For generations, many who were clearly gifted beyond the role of local pastor felt compelled to become “senior pastors” simply to survive financially. While some traveled, held meetings, or maintained dual roles, the underlying structure often limited apostolic freedom. Brother Ken believed this was not God’s design—and that the Church needed to rethink its assumptions.

Why the Fivefold Often Gets Stuck

Brother Ken acknowledged that some apostles successfully traveled while serving as senior pastors, and that others managed through offerings and meetings. Yet he asked a piercing question: Can we really believe our present methods of support for the fivefold ministry are God’s way?

His conviction was that apostles are meant to plant, oversee, counsel, and send—functions that require freedom of movement, time, and spiritual availability. When apostles are locked into maintaining institutions for financial reasons, the Church loses something vital.

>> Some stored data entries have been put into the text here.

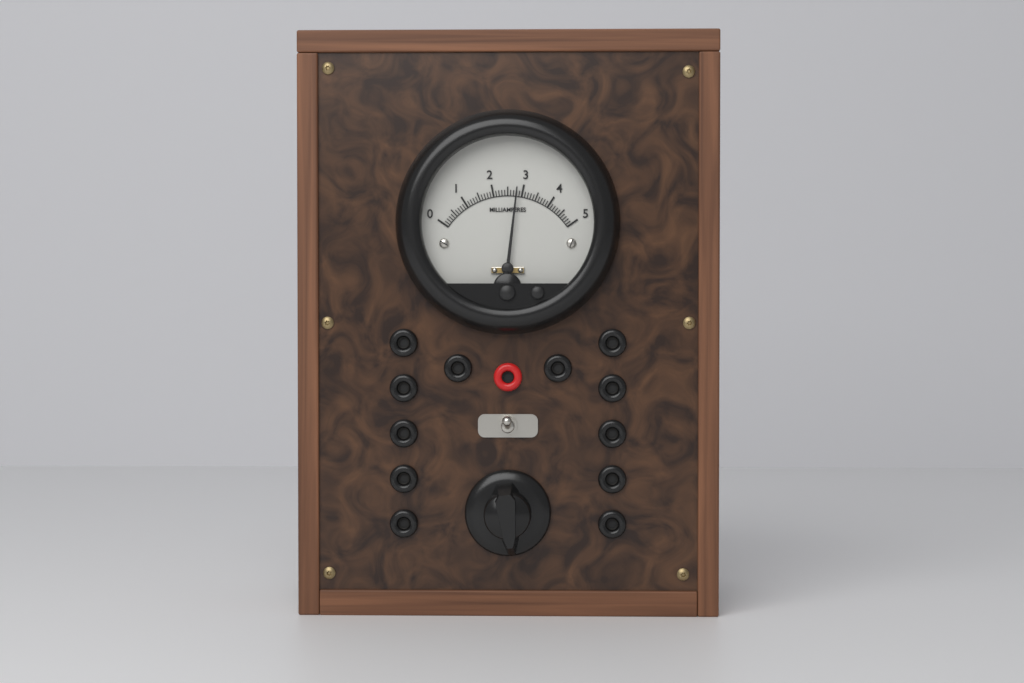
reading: 2.8 mA
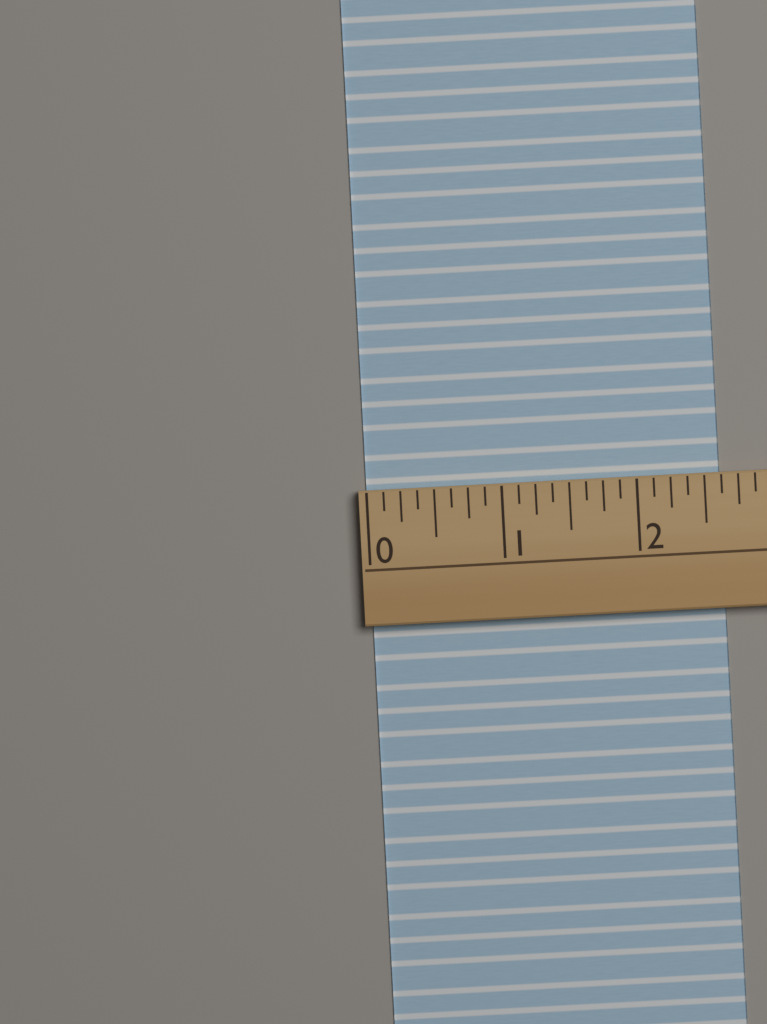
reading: 2.625 (no unit)
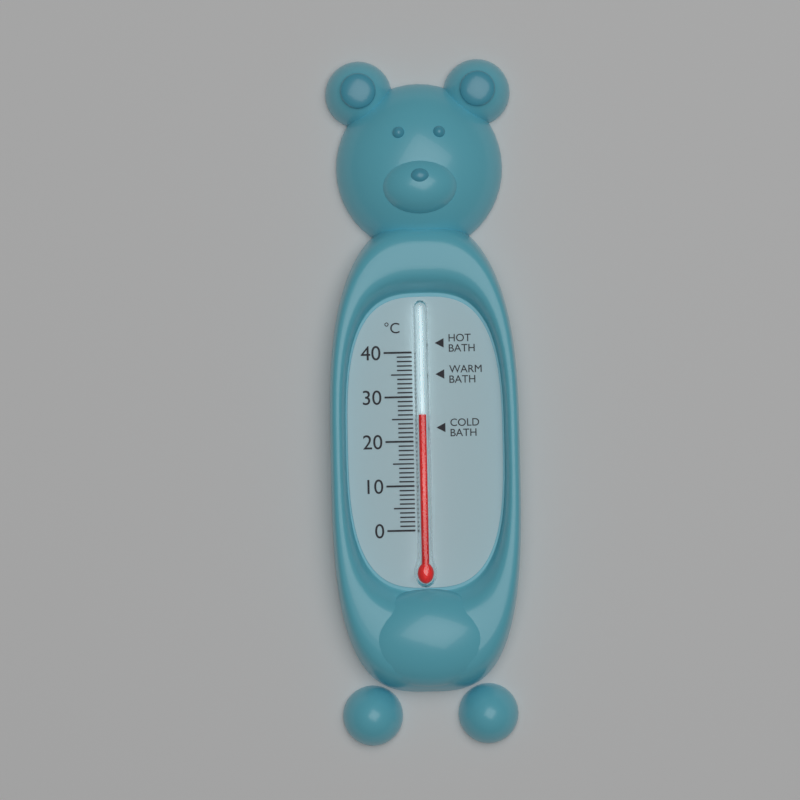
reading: 26 °C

Tithing, Oversight, and Spiritual Fathers

At the heart of Brother Ken’s letter is a careful distinction. He affirmed that ministers serving under a senior pastor in a local congregation should tithe into that local church. That, he said, is God’s way.

However, he also taught that ministers who serve under apostolic oversight should tithe into an apostolic fund—or ensure that their tithe is designated within a church budget to support the apostolic ministry overseeing them. This was not about control or legalism, but alignment and provision.

Brother Ken emphasized that such funds must be stewarded with accountability. Apostolic fathers, he wrote, should appoint trusted teams to provide wisdom and input regarding how funds are used. Spiritual authority, in his view, always walks hand in hand with transparency.

Hebrews 7 and God’s Pattern of Provision

Brother Ken urged leaders to prayerfully study Hebrews 7, where Scripture presents the tithe flowing to those who exercise spiritual oversight. His challenge was not to enforce a rule, but to rediscover a principle: God provides for those who carry responsibility for others’ spiritual lives, families, and ministries.

In this light, tithing becomes more than a transaction—it becomes participation in God’s order. Provision enables ministry. Support releases movement. Alignment invites blessing.

Freedom Fuels Multiplication

Brother Ken shared personally that tithes and offerings allowed him to travel, to host the Secret Place for ministers needing counsel and rest, and to continue publishing Chit Chat [his newsletter]. Without that support, those apostolic functions would have been severely limited.

Yet even here, his tone remained pastoral rather than prescriptive. He stated plainly that he did not intend to be legalistic. Instead, he expressed confidence that God opens “the windows of heaven” when His people align with His ways—without condemnation, pressure, or manipulation.

A Gentle Call to Rethink Our Structures

This letter was not a demand; it was an invitation. Brother Ken asked for input, dialogue, and prayerful consideration. His desire was to see apostles freed, churches strengthened, and ministers cared for—not burdened.

More than two decades later, his words still speak clearly. If the Church is to see healthy planting, true spiritual fathering, and sustained apostolic ministry, it must be willing to examine not only who we send—but how we support those God has sent.

Endnote

  1. Ken Sumrall, letter to ministry leaders, Ken Sumrall Ministries, May 30, 2002.